All the Way With LBJ
As five new books make clear, our thirty-sixth president refuses to be consigned to the dustbin of history.
As five new books make clear, our thirty-sixth president refuses to be consigned to the dustbin of history.
Including books from Dallas resident Ben Fountain, UT-Michener Center alum Kevin Powers, South Texas native Domingo Martinez, and the legendary LBJ biographer Robert Caro.
Both Esquire and the New York Times published lengthy profiles of LBJ biographer Robert Caro, who has just finished his fourth LBJ tome, The Passage to Power. But who had the better piece?
In an excerpt from his long-awaited fourth volume on LBJ, Robert Caro delves into those fateful hours in Dallas on November 22, 1963.
Robert Caro on LBJ. Marcus Luttrell on war. Douglas Brinkley on Walter Cronkite. James Donovan on the Alamo. Steve Coll on ExxonMobil. Ben Fountain on a surreal Dallas Cowboys halftime show. Dan Rather and Sissy Spacek on themselves. For some reason, May has turned out to be a month like
The fourth volume of an epic LBJ biography stirs more controversy.
Master of the Senate, Robert Caro's third volume on the life of Lyndon Johnson, is an exhaustive study of power, persuasion, and private parts.
Robert A. Caro has spent fifteen years writing his monumental biography of Lyndon Johnson. He is halfway through.
In The Path to Power Robert Caro brings the Texas of the twenties and thirties to hot, scrubby life, but tries to fit the young Lyndon Johnson into a prefabricated and constricting mold.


* [Problem statement]: Print out the entries exactly, and include each one.

Segment Start: Recorded information

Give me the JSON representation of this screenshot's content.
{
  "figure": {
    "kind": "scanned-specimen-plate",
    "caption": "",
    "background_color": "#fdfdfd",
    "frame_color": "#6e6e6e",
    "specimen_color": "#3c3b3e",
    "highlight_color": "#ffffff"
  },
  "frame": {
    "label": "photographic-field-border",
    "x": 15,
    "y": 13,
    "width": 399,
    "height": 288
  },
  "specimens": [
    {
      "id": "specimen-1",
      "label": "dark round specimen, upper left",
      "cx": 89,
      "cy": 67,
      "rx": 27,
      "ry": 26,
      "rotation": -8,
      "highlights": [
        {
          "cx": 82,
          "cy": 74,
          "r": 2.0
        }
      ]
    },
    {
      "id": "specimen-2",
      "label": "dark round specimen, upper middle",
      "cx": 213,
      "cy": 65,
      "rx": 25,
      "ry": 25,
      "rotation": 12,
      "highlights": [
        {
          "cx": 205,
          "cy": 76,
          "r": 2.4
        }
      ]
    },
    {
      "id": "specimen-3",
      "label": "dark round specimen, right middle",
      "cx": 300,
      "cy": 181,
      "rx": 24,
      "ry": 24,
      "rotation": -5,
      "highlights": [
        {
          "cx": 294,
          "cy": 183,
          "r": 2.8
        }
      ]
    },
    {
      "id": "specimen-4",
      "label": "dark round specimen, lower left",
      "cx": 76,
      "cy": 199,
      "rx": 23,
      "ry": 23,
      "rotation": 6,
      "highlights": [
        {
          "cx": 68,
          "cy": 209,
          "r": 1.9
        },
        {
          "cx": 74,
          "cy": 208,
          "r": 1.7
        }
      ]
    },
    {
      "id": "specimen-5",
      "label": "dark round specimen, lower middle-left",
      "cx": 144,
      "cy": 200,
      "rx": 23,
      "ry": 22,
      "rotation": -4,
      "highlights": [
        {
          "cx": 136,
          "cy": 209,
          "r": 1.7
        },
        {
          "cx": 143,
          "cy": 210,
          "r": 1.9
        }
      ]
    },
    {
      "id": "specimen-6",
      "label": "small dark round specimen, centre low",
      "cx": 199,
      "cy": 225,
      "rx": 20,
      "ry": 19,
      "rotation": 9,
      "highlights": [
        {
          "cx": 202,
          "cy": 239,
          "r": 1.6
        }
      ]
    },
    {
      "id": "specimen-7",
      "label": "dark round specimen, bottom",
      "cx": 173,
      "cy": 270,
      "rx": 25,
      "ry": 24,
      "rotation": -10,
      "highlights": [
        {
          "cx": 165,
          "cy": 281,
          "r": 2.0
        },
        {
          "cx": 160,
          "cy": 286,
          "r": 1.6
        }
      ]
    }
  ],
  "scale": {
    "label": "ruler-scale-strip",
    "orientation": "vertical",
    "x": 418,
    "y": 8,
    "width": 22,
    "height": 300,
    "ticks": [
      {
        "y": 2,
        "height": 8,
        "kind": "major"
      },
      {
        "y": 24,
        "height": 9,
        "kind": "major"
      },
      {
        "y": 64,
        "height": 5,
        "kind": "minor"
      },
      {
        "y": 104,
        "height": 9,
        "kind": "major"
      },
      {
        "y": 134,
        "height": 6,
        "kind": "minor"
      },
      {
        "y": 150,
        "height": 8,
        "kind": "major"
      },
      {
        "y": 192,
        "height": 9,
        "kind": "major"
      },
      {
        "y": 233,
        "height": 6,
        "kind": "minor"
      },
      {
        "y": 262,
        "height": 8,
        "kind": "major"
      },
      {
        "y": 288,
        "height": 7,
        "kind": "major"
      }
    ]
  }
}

Segment End: Recorded information

* [Result of the exercise]:
Give me the JSON representation of this screenshot's content.
{
  "figure": {
    "kind": "scanned-specimen-plate",
    "caption": "",
    "background_color": "#fdfdfd",
    "frame_color": "#6e6e6e",
    "specimen_color": "#3c3b3e",
    "highlight_color": "#ffffff"
  },
  "frame": {
    "label": "photographic-field-border",
    "x": 15,
    "y": 13,
    "width": 399,
    "height": 288
  },
  "specimens": [
    {
      "id": "specimen-1",
      "label": "dark round specimen, upper left",
      "cx": 89,
      "cy": 67,
      "rx": 27,
      "ry": 26,
      "rotation": -8,
      "highlights": [
        {
          "cx": 82,
          "cy": 74,
          "r": 2.0
        }
      ]
    },
    {
      "id": "specimen-2",
      "label": "dark round specimen, upper middle",
      "cx": 213,
      "cy": 65,
      "rx": 25,
      "ry": 25,
      "rotation": 12,
      "highlights": [
        {
          "cx": 205,
          "cy": 76,
          "r": 2.4
        }
      ]
    },
    {
      "id": "specimen-3",
      "label": "dark round specimen, right middle",
      "cx": 300,
      "cy": 181,
      "rx": 24,
      "ry": 24,
      "rotation": -5,
      "highlights": [
        {
          "cx": 294,
          "cy": 183,
          "r": 2.8
        }
      ]
    },
    {
      "id": "specimen-4",
      "label": "dark round specimen, lower left",
      "cx": 76,
      "cy": 199,
      "rx": 23,
      "ry": 23,
      "rotation": 6,
      "highlights": [
        {
          "cx": 68,
          "cy": 209,
          "r": 1.9
        },
        {
          "cx": 74,
          "cy": 208,
          "r": 1.7
        }
      ]
    },
    {
      "id": "specimen-5",
      "label": "dark round specimen, lower middle-left",
      "cx": 144,
      "cy": 200,
      "rx": 23,
      "ry": 22,
      "rotation": -4,
      "highlights": [
        {
          "cx": 136,
          "cy": 209,
          "r": 1.7
        },
        {
          "cx": 143,
          "cy": 210,
          "r": 1.9
        }
      ]
    },
    {
      "id": "specimen-6",
      "label": "small dark round specimen, centre low",
      "cx": 199,
      "cy": 225,
      "rx": 20,
      "ry": 19,
      "rotation": 9,
      "highlights": [
        {
          "cx": 202,
          "cy": 239,
          "r": 1.6
        }
      ]
    },
    {
      "id": "specimen-7",
      "label": "dark round specimen, bottom",
      "cx": 173,
      "cy": 270,
      "rx": 25,
      "ry": 24,
      "rotation": -10,
      "highlights": [
        {
          "cx": 165,
          "cy": 281,
          "r": 2.0
        },
        {
          "cx": 160,
          "cy": 286,
          "r": 1.6
        }
      ]
    }
  ],
  "scale": {
    "label": "ruler-scale-strip",
    "orientation": "vertical",
    "x": 418,
    "y": 8,
    "width": 22,
    "height": 300,
    "ticks": [
      {
        "y": 2,
        "height": 8,
        "kind": "major"
      },
      {
        "y": 24,
        "height": 9,
        "kind": "major"
      },
      {
        "y": 64,
        "height": 5,
        "kind": "minor"
      },
      {
        "y": 104,
        "height": 9,
        "kind": "major"
      },
      {
        "y": 134,
        "height": 6,
        "kind": "minor"
      },
      {
        "y": 150,
        "height": 8,
        "kind": "major"
      },
      {
        "y": 192,
        "height": 9,
        "kind": "major"
      },
      {
        "y": 233,
        "height": 6,
        "kind": "minor"
      },
      {
        "y": 262,
        "height": 8,
        "kind": "major"
      },
      {
        "y": 288,
        "height": 7,
        "kind": "major"
      }
    ]
  }
}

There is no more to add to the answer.